March is Rural Women’s Month which meant I had the delight of speaking with rural women last week about why this support is needed (East Central Trader, March 11, page 7). Agriculture is one of those industries where its media is dominated by men.
Becky Zimmer, editor

March is Rural Women’s Month which meant I had the delight of speaking with rural women last week about why this support is needed (East Central Trader, March 11, page 7).

Agriculture is one of those industries where its media is dominated by men.

How often do we see a woman driving the combine, or out in the pasture with the cattle?

The press release from the Saskatchewan government tells an entirely different story.

“Nearly one in four farm operators in Saskatchewan is a woman, and one in 10 of those is a sole proprietor,” the press release says. Also that, “agriculture is the second-largest employer of rural women.”

How often are our women farmers represented by society as being part of the agriculture industry?

Like I said in the article last week, there are 41,500 people employed in the agriculture industry in Saskatchewan at the end of February 2016.

By government numbers,  4,150 own their own farm and 10 thousand operate a farm.
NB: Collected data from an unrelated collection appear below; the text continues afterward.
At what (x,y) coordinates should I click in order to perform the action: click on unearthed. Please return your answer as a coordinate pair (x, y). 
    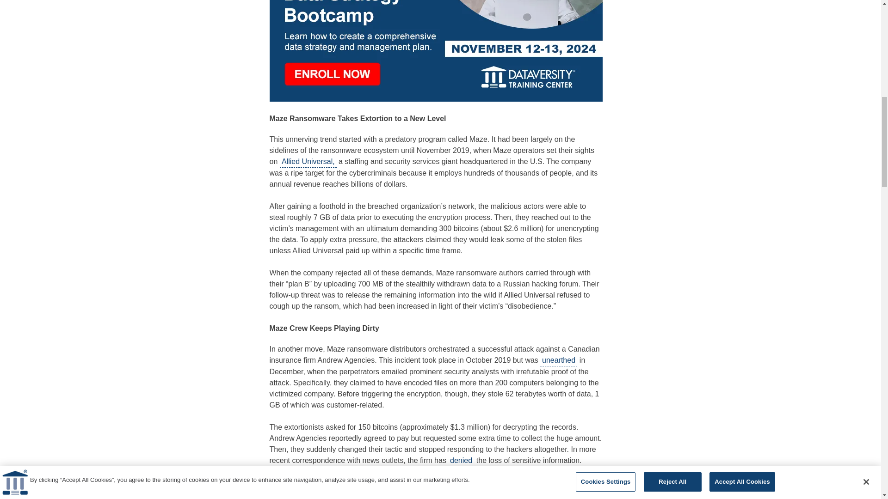
    Looking at the image, I should click on (559, 361).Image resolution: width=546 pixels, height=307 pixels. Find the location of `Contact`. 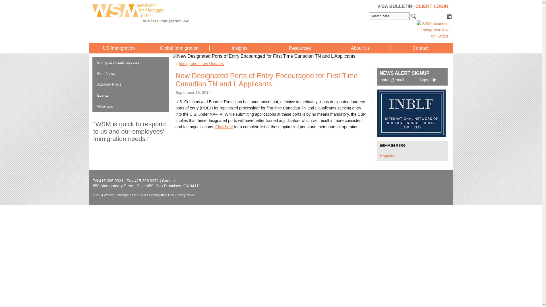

And these numbers are not just the farm wives who take care of the kids and take out meals to the field. These are women who also run the machinery, and as farm owners, make most of the decisions when it comes to running and maintaining their own farms.

That is a big number of women who are not being recognized for their accomplishments and a large group of people we do not see in this, like agriculturally based commercials and programming.

I know women who have to deal with this stigma on a daily basis.

Can we stop pretending that our genitals are what makes us good at something or bad at something?

One friend works as an agronomist and earned a position high on the ladder right off the bat out of university.

It took a long time before she was respected in any way by many of her male colleagues.

I’m not saying that their reasoning was only because she is a female in the agriculture world.

She is young, which can also cause a lot of unnecessary attitude among older employees, and was fresh out of university, which is a challenge for some people who have worked in the same industry for a while without a university degree.

Based on many of her experiences, the fact that she is female definitely made a difference in the way she was respected at work.

For the people saying right now, well she still needs to earn respect, would you be saying that if she was male? If it was a male doing grain testing and he said there is something wrong with the grain, would their word be challenged or his word more trusted because of the fact that he knows what he is doing?

That should be the common test. Change the sex of the person you are dealing with. Would you treat them any differently if the sexes were reversed?